Members of the House of Representatives disagreed with their Senate counterparts on nine issues when they picked up key elements of the constitution for amendments Thursday.
The Senate held a similar exercise on Wednesday when about 97 senators took decisions to amend up to 33 laws in the Constitution.
Those amendments were picked up by House members for consideration on Thursday.
Both chambers are forging ahead with the amendments even though Nigerians from different ethnic, political and religious affiliations continue to argue that the Constitution itself should be discarded and a fundamentally different one be promulgated in its stead.
Procedurally, the House shouldn’t have bothered voting on the amendment bills that had already failed in the Senate yesterday, but Speaker Yakubu Dogara said the House decided to take its own votes on those issues “in order to put its position on the record.”
By most measures, an amendment to the Constitution is considered a Herculean task: The House and Senate will have to agree on every section of the Constitution listed for amendment.
Each of the amendments that both the House and Senate agreed to will then be forwarded to the 36 states for ratification. Two-thirds of the state Houses of Assembly (i.e.: 24 state assemblies) will have to agree on the amendments before being returned to Abuja where the Clerk of the National Assembly will then send them to the president for assent.
Any amendment that fails to muster two-thirds of Houses of Assembly automatically fails and will be dropped from the list of bills to be transmitted to the president.

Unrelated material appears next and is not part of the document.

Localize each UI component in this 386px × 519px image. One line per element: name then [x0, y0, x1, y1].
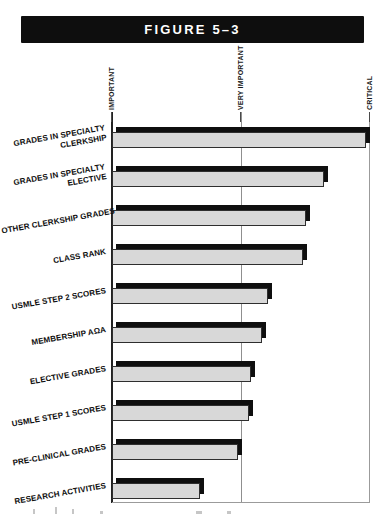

For instance, a National Assembly amendment that granted autonomy to state Houses of Assembly ironically failed in 2010 because it didn’t garner two- thirds support when the Houses of Assembly considered it.
Going by Thursday’s development, only 24 amendment bills, out of the 33 considered, will now go to be forwarded to Houses of Assembly for at least two-thirds to ratify.
Here are the nine amendment bills that the House passed today but which Senate rejected yesterday or the Senate rejected yesterday but which House passed today:
These nine will no longer be part of the amendments to be sent to the Houses of Assembly.
*Thirty-five per cent affirmative action for women as ministers.
Fate: Passed by the House but was rejected by the Senate.
*Appointment of Minister from the FCT
Fate: Passed by the Senate but rejected by the House.
*Change of names of some LG councils
Fate: Passed by the Senate yesterday but was rejected by the House today.
*Citizenship and Indigeneship
Fate: Passed by the Senate but rejected by the House.
*Removal of law making power from Executive Arm (National Youth Service Corps).
Fate: Passed by the Senate but rejected by the House.
*Removal of law making power from Executive Arm (National Security Agencies Act).
Fate: Passed by the Senate but rejected by the House.
*Removal of law making power from Executive Arm (National Complaints Commission).
Fate: Passed by the Senate but rejected by the House.
*Removal of law making power from Executive Arm (Land Use Act)
Fate: Passed by the Senate but rejected by the House.
*Deletion of State Independent National Electoral Commission (SIEC) from the Constitution.
Fate: Passed by the Senate but rejected by the House.
0 Comment to "Constitutional Amendment: See The Nine Key Areas Senate, House Of Reps Disagree."